Hierarchical Action Learning for Weakly-Supervised Action Segmentation
2026-02-27 • Computer Vision and Pattern Recognition
Computer Vision and Pattern Recognition
AI summaryⓘ
The authors studied how humans understand actions by focusing on big changes that happen slowly, unlike machines that often get confused by small fast details. They found that high-level actions change slower than low-level visual details, making these actions easier to spot over time. Using this idea, they created the HAL model, which separates slow-changing action information from fast-changing visual details and connects them in a hierarchy. This model uses special transformers and enforces slow changes in action data to better identify actions from videos without needing much supervision. Their tests show that HAL works better than previous methods on various action recognition tasks.
hierarchical reasoningweakly-supervised learningaction segmentationlatent variablestransformer networkstimescale separationcausal data generationpyramid transformersparse transition constraintidentifiability
Authors
Junxian Huang, Ruichu Cai, Hao Zhu, Juntao Fang, Boyan Xu, Weilin Chen, Zijian Li, Shenghua Gao
Abstract
Humans perceive actions through key transitions that structure actions across multiple abstraction levels, whereas machines, relying on visual features, tend to over-segment. This highlights the difficulty of enabling hierarchical reasoning in video understanding. Interestingly, we observe that lower-level visual and high-level action latent variables evolve at different rates, with low-level visual variables changing rapidly, while high-level action variables evolve more slowly, making them easier to identify. Building on this insight, we propose the Hierarchical Action Learning (\textbf{HAL}) model for weakly-supervised action segmentation. Our approach introduces a hierarchical causal data generation process, where high-level latent action governs the dynamics of low-level visual features. To model these varying timescales effectively, we introduce deterministic processes to align these latent variables over time. The \textbf{HAL} model employs a hierarchical pyramid transformer to capture both visual features and latent variables, and a sparse transition constraint is applied to enforce the slower dynamics of high-level action variables. This mechanism enhances the identification of these latent variables over time. Under mild assumptions, we prove that these latent action variables are strictly identifiable. Experimental results on several benchmarks show that the \textbf{HAL} model significantly outperforms existing methods for weakly-supervised action segmentation, confirming its practical effectiveness in real-world applications.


### WORK ITEM
Print the range of lines that opens with the line containing "UI element localization: list" and closes with the last line of the listing. Include both ends; print nothing more.

### DATA EXTRACTS
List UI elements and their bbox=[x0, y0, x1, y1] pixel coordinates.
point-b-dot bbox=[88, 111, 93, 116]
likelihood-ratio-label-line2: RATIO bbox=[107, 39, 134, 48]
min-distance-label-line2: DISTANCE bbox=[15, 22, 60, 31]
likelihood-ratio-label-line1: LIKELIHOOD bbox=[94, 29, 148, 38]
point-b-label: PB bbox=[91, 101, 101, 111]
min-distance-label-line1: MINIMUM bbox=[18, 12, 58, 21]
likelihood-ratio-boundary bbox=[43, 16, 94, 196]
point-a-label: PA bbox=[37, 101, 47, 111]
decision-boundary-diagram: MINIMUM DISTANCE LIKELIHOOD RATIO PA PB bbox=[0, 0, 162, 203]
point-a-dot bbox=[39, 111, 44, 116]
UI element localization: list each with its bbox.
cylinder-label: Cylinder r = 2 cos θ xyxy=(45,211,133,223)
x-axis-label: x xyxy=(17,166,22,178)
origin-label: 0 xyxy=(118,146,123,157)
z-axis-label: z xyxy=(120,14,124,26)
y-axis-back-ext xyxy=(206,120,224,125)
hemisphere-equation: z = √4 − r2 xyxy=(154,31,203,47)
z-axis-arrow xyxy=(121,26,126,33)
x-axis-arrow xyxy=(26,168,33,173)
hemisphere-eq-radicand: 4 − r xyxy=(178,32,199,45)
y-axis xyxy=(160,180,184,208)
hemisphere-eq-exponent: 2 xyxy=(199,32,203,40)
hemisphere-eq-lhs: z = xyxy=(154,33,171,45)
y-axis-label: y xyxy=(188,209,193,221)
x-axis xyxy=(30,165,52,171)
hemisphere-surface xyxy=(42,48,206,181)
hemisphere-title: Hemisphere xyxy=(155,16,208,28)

### TASK RESULT
UI element localization: list each with its bbox.
cylinder-label: Cylinder r = 2 cos θ xyxy=(45,211,133,223)
x-axis-label: x xyxy=(17,166,22,178)
origin-label: 0 xyxy=(118,146,123,157)
z-axis-label: z xyxy=(120,14,124,26)
y-axis-back-ext xyxy=(206,120,224,125)
hemisphere-equation: z = √4 − r2 xyxy=(154,31,203,47)
z-axis-arrow xyxy=(121,26,126,33)
x-axis-arrow xyxy=(26,168,33,173)
hemisphere-eq-radicand: 4 − r xyxy=(178,32,199,45)
y-axis xyxy=(160,180,184,208)
hemisphere-eq-exponent: 2 xyxy=(199,32,203,40)
hemisphere-eq-lhs: z = xyxy=(154,33,171,45)
y-axis-label: y xyxy=(188,209,193,221)
x-axis xyxy=(30,165,52,171)
hemisphere-surface xyxy=(42,48,206,181)
hemisphere-title: Hemisphere xyxy=(155,16,208,28)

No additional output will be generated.